A strong inhomogeneous static electric field is used to spatially disperse a rotationally cold supersonic beam of 2,6-difluoroiodobenzene molecules according to their rotational quantum state. The molecules in the lowest lying rotational states are selected and used as targets for 3-dimensional alignment and orientation. The alignment is induced in the adiabatic regime with an elliptically polarized, intense laser pulse and the orientation is induced by the combined action of the laser pulse and a weak static electric field. We show that the degree of 3-dimensional alignment and orientation is strongly enhanced when rotationally state-selected molecules, rather than molecules in the original molecular beam, are used as targets.
A strong inhomogeneous static electric field is used to spatially disperse a supersonic beam of polar molecules, according to their quantum state. We show that the molecules residing in the lowest-lying rotational states can be selected and used as targets for further experiments. As an illustration, we demonstrate an unprecedented degree of laser-induced 1D alignment $(<cos^2theta_{2D}>=0.97)$ and strong orientation of state-selected iodobenzene molecules. This method should enable experiments on pure samples of polar molecules in their rotational ground state, offering new opportunities in molecular science.

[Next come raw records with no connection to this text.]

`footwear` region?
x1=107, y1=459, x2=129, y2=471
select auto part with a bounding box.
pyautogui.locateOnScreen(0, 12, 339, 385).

The lowest doublet electronic state for the lithium trimer (2A) is calculated for use in three-body scattering calculations using the valence electron FCI method with atomic cores represented using an effective core potential. It is shown that an accurate description of core-valence correlation is necessary for accurate calculations of molecular bond lengths, frequencies and dissociation energies. Interpolation between 2A ab initio surface data points in a sparse grid is done using the global interpolant moving least squares method with a smooth radial data cutoff function included in the fitting weights and bivariate polynomials as a basis set. The Jahn-Teller splitting of the 2E surface into the 2A1 and 2B2 states is investigated using a combination of both CASSCF and FCI levels of theory. Additionally, preliminary calculations of the 2A surface are also presented using second order spin restricted open-shell Moller-Plesset perturbation theory.
Chirped-Pulse millimetre-Wave (CPmmW) rotational spectroscopy provides a new class of information about photolysis transition state(s). Measured intensities in rotational spectra determine species-isomer-vibrational populations, provided that rotational populations can be thermalized. The formation and detection of S0 vinylidene is discussed in the limits of low and high initial rotational excitation. CPmmW spectra of 193 nm photolysis of Vinyl Cyanide (Acrylonitrile) contain J=0-1 transitions in more than 20 vibrational levels of HCN, HNC, but no transitions in vinylidene or highly excited local-bender vibrational levels of acetylene. Reasons for the non-observation of the vinylidene co-product of HCN are discussed.
We make use of an inhomogeneous electrostatic dipole field to impart a quantum-state-dependent deflection to a pulsed beam of OCS molecules, and show that those molecules residing in the absolute ground state, $X ^1Sigma^+$, $ket{00^00}$, J=0, can be separated out by selecting the most deflected part of the molecular beam. Past the deflector, we irradiate the molecular beam by a linearly polarized pulsed nonresonant laser beam that impulsively aligns the OCS molecules. Their alignment, monitored via velocity-map imaging, is measured as a function of time, and the time dependence of the alignment is used to determine the quantum state composition of the beam. We find significant enhancements of the alignment (costhetasqtd $= 0.84$) and of state purity ($> 92$%) for a state-selected, deflected beam compared with an undeflected beam.